Question : Display the email address a sender used.

We use MS Exchange and MS Outlook and host 2 domains on our server. When an email arrives, I need to easily see what email address was used to get a message to me. For instance, someone sends an email to '[email protected]' and another email arrives that has been sent to '[email protected]'. Both emails arrive in my inbox, but all I can see in the 'To' column of Outlook is my name. To find out what email address each one was sent to, I have to study the message header and scroll down through the coding.

Is there a way of displaying the email address as it appears in the 'Internet Headers' of the messge?

Answer : Display the email address a sender used.

One last idea before this thread vaporizes.  Does adding the Email Account column in the view show you through which account (alias) the e-mail was received?  

Since you are using aliases to the SAME account, the above might not work because you are only polling one account.  The aliasing is done by the mail server to deliver multiple recipients to the same mailbox.  So you are only polling a single account and that is probably the one that will show up in the Email Accounts column.

So why not use rules?  Create an Inbox folder for each account and use a rule for each account to move e-mails addressed to a particular e-mail address in the To/Cc headers into the appropriate folder.  For example, for 3 aliases that end up in the same physical mailbox, you could have the following folders:

Inbox
  Inbox - Account 1
  Inbox - Account 2
  Inbox - Account 3

The first Inbox has to remain and would be a general inbox.  Each of the other folders are subfolders under that general Inbox.  Then you would define a rule that looks for your Account 1 e-mail address in the To/Cc headers and, if matched, moves that e-mail into the Inbox - Account 1 folder.  Depending on what other rules, if any, you want additionally exercised on those e-mails, you may or may not want to include the stop-clause in these organizational rules.

Then instead of looking in the headers to see to whom an e-mail was addressed in the To/Cc headers, they would already have been moved to the corresponding folder.  The one problem encountered with this setup is if you receive e-mails that do not have you specified in the To/Cc headers.  If someone sends you a Bcc copy of an e-mail, there is no e-mail address to check by the rule.  The result is any Bcc'ed e-mails will end up in your general Inbox folder.  The same for any e-mails where you are not in the To/Cc header since they are NOT used to specify the recipient of an e-mail.  The To and Cc headers are in the *data* of the body of the message and are not directly used to specify the recipients.  Separate commands are sent by the e-mail client that is an aggregate of all recipients in the To, Cc, and Bcc *fields* within the application's UI.  The To, Cc, Subject, and From headers in your outbound e-mails are data that YOU specified (and why spammers can put anything they want in those fields).  Listservers or bulk mailers, like for newsletters, may not include your e-mail address in the To/Cc fields and instead simply have a string that is the name of the newsletter.  You won't lose any of those e-mails.  They'll end up in the general Inbox folder.  But for those e-mails where the sender did specify one of your e-mail aliases to your mailbox, they will get reorganized into matching named folders in Outlook.

Of course, maybe you don't want your aliased e-mails separated into separate folders.  But then I have to wonder why you have multiple aliases on the same mailbox if you didn't somehow want them handled separate of each other.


WHAT THIS TASK INVOLVES:
How many lines within the records include the word "inside"? Only that number should be given.
>>
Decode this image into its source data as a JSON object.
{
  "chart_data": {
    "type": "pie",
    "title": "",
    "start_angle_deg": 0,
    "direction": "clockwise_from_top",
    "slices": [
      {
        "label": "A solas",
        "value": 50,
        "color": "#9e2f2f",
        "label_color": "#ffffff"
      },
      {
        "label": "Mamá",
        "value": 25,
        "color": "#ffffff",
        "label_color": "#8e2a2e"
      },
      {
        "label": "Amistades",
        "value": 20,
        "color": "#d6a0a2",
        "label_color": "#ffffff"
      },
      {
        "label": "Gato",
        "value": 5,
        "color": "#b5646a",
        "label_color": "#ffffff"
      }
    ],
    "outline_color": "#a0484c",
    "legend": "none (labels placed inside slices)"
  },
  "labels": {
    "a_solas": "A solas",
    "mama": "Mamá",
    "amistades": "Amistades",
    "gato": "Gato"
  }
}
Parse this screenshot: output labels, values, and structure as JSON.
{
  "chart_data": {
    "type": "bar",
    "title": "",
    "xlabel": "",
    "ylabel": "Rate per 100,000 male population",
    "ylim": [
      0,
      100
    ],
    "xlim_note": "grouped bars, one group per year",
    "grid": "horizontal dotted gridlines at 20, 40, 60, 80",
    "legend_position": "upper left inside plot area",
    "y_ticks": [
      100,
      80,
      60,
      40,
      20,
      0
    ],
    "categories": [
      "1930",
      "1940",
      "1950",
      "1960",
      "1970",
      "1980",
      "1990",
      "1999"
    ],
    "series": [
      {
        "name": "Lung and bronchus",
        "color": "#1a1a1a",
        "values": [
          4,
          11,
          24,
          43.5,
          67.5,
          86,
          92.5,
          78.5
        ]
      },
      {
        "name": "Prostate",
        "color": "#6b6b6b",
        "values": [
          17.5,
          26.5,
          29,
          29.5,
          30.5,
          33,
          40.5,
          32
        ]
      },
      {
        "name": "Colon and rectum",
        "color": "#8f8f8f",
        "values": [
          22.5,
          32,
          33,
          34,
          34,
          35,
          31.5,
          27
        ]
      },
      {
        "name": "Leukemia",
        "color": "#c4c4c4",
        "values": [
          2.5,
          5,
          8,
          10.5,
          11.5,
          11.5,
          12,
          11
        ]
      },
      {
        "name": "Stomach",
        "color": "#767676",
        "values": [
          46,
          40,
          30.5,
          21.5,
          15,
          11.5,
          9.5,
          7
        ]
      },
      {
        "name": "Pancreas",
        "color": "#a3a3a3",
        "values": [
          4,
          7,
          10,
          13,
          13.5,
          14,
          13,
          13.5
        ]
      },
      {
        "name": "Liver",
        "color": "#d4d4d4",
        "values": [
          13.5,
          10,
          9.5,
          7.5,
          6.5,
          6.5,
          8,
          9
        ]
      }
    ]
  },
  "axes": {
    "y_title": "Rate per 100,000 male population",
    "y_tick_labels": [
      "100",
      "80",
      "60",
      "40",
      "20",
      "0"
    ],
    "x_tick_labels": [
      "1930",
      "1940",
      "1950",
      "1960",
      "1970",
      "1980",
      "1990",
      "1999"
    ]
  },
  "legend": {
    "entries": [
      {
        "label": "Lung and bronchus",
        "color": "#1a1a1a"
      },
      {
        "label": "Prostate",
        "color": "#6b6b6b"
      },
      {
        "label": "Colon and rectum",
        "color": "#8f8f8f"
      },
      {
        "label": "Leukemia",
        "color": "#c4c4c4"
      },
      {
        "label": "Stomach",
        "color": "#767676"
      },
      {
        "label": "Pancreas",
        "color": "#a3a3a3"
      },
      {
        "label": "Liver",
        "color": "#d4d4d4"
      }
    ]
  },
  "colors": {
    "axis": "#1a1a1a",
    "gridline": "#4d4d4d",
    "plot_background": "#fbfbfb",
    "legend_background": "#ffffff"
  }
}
<<
>>
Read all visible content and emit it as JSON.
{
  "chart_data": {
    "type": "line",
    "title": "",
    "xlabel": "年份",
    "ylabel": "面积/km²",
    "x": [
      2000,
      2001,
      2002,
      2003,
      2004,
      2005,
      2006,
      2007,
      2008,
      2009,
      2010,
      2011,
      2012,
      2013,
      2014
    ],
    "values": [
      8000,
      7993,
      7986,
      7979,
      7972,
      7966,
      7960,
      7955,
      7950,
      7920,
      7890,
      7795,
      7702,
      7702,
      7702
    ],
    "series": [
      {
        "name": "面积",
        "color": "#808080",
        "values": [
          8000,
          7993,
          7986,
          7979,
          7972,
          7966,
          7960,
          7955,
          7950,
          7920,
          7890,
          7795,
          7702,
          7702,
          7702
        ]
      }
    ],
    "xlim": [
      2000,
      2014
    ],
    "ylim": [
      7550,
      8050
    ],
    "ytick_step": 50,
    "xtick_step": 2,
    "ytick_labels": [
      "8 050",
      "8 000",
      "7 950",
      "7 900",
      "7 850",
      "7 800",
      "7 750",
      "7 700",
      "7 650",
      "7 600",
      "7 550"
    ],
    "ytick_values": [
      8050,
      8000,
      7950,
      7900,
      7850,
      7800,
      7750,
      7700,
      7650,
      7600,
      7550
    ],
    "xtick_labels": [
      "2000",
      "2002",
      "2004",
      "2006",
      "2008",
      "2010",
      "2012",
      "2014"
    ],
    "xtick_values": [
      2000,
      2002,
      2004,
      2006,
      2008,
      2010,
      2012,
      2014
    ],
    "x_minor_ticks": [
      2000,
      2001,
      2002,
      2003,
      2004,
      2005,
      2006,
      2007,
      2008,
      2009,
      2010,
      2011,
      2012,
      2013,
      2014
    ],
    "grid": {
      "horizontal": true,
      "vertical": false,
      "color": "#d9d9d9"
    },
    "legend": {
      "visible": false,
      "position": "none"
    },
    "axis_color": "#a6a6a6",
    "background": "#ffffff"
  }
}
<<
>>
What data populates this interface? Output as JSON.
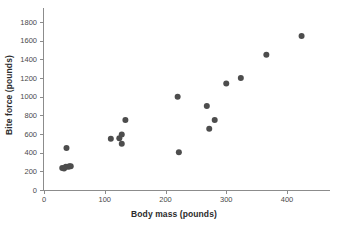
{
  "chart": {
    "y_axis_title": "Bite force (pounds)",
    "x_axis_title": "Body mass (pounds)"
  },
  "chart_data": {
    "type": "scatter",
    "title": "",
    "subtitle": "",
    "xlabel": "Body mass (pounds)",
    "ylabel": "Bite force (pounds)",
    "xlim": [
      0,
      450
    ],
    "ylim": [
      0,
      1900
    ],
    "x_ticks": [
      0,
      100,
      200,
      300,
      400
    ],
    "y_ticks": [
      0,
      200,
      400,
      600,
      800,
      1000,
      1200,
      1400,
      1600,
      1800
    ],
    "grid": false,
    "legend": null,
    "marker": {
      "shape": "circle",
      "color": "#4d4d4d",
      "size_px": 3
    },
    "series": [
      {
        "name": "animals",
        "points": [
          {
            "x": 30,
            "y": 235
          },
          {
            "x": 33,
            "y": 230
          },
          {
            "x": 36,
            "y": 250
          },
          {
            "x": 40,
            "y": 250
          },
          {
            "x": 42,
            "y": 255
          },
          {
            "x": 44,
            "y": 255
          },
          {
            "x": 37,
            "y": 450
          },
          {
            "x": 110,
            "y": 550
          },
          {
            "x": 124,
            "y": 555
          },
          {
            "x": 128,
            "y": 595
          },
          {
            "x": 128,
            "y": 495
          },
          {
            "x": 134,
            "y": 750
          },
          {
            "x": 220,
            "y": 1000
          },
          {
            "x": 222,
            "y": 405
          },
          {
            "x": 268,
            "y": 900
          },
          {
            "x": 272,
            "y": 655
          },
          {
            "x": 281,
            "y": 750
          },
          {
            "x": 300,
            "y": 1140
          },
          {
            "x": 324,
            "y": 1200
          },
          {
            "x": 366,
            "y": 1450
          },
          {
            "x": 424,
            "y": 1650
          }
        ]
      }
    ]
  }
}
<<
ANSWER BOX:
2